Saturday, June 25, 2011

I Got Yer Blueline Right Here

First, what is the Blueline? It was a series of small batch beers brewed by Redhook in the early days of the brewery. According to a Redhook interview back in 1993:
"There is an intriguing component of chance with each exploratory brew. A Blueline beer may be extremely eccentric and appeal only to few beer connoisseurs, or the beer may become as popular as one of our great established beers."

Redhook recently decided to bring the Blueline back for its 30th anniversary. They re-launched it yesterday.


Along with being a marketing device, the original Blueline was a brewing device. Before Redhook got the IPO cash, the operation was a lot smaller. Their prototyping system (the Blueline) was three keggles, two burners some bent copper tubing for a sparge arm and more bent copper tubing for an immersion chiller, all sitting on some metal shelving in a standard homebrew 3-tier layout. After the IPO it was replaced with a larger commercial system.


The Blueline as it appeared a couple of years ago.

So how did I get the Blueline? It all started with a friendly gift a several years back. I was out doing yard work on a Saturday, and decided to grab a beer. My neighbor across the street was also working in his yard, so I grabbed a couple of my homebrews and headed across the street to talk to Pete.

At the time I was brewing my beer in the kitchen, so the fact that I was a homebrewer took Pete by surprise, but he had a deal for me. I found out that Pete had grown up with Doug McNair, one of the first brewers at Redhook. When Redhook opened their Portsmouth New Hampshire brewery, Doug moved to the east coast and sold his homebrew system to Pete, probably because it was going to be a hassle to move it, and because there probably wasn't going to be a lot of time for Doug to do home brewing.

There was probably also an expectation that having a homebrew system would motivate Pete to brew beer, but it never did. The Blueline sat in the crawl space of another friend's house for years because Pete didn't have room to store it. By the time I arrived to share my beer, Pete was just looking to get his money back out of his hardware purchase. I got a whopping good deal and a little chunk of Seattle beer history that gets used regularly.

Pete was one of the founders of The Beer Church, and a great guy. He left this life way too soon, and I miss him a lot.


Sunrise on the Blueline, Pete's old house in the distance.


_EXERCISE:_ Starting from the first line, set down the entire listing exactly.

_SOURCE RECORDS:_
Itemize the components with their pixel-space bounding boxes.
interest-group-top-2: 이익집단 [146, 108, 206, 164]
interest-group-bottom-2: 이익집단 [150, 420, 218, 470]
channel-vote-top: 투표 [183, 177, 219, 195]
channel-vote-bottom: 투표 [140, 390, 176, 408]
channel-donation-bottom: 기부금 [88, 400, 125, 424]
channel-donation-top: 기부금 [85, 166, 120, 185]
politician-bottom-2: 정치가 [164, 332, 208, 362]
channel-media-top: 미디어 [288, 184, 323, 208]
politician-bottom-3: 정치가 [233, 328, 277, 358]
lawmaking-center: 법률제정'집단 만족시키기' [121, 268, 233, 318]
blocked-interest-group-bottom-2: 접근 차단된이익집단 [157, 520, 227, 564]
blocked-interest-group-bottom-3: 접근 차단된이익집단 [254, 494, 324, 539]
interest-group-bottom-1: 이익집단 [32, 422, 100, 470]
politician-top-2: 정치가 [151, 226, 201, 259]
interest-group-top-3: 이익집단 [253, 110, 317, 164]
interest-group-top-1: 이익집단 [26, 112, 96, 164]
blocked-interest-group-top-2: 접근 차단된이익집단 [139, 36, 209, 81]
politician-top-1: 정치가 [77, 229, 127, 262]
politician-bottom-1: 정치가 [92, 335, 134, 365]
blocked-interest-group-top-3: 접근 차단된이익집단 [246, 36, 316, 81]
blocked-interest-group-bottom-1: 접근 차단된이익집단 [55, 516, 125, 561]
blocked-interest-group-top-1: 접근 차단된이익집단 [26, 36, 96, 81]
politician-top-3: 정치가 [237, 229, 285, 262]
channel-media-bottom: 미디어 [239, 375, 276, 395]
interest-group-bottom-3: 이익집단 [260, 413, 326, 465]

_PROBLEM SOLUTION:_
Itemize the components with their pixel-space bounding boxes.
interest-group-top-2: 이익집단 [146, 108, 206, 164]
interest-group-bottom-2: 이익집단 [150, 420, 218, 470]
channel-vote-top: 투표 [183, 177, 219, 195]
channel-vote-bottom: 투표 [140, 390, 176, 408]
channel-donation-bottom: 기부금 [88, 400, 125, 424]
channel-donation-top: 기부금 [85, 166, 120, 185]
politician-bottom-2: 정치가 [164, 332, 208, 362]
channel-media-top: 미디어 [288, 184, 323, 208]
politician-bottom-3: 정치가 [233, 328, 277, 358]
lawmaking-center: 법률제정'집단 만족시키기' [121, 268, 233, 318]
blocked-interest-group-bottom-2: 접근 차단된이익집단 [157, 520, 227, 564]
blocked-interest-group-bottom-3: 접근 차단된이익집단 [254, 494, 324, 539]
interest-group-bottom-1: 이익집단 [32, 422, 100, 470]
politician-top-2: 정치가 [151, 226, 201, 259]
interest-group-top-3: 이익집단 [253, 110, 317, 164]
interest-group-top-1: 이익집단 [26, 112, 96, 164]
blocked-interest-group-top-2: 접근 차단된이익집단 [139, 36, 209, 81]
politician-top-1: 정치가 [77, 229, 127, 262]
politician-bottom-1: 정치가 [92, 335, 134, 365]
blocked-interest-group-top-3: 접근 차단된이익집단 [246, 36, 316, 81]
blocked-interest-group-bottom-1: 접근 차단된이익집단 [55, 516, 125, 561]
blocked-interest-group-top-1: 접근 차단된이익집단 [26, 36, 96, 81]
politician-top-3: 정치가 [237, 229, 285, 262]
channel-media-bottom: 미디어 [239, 375, 276, 395]
interest-group-bottom-3: 이익집단 [260, 413, 326, 465]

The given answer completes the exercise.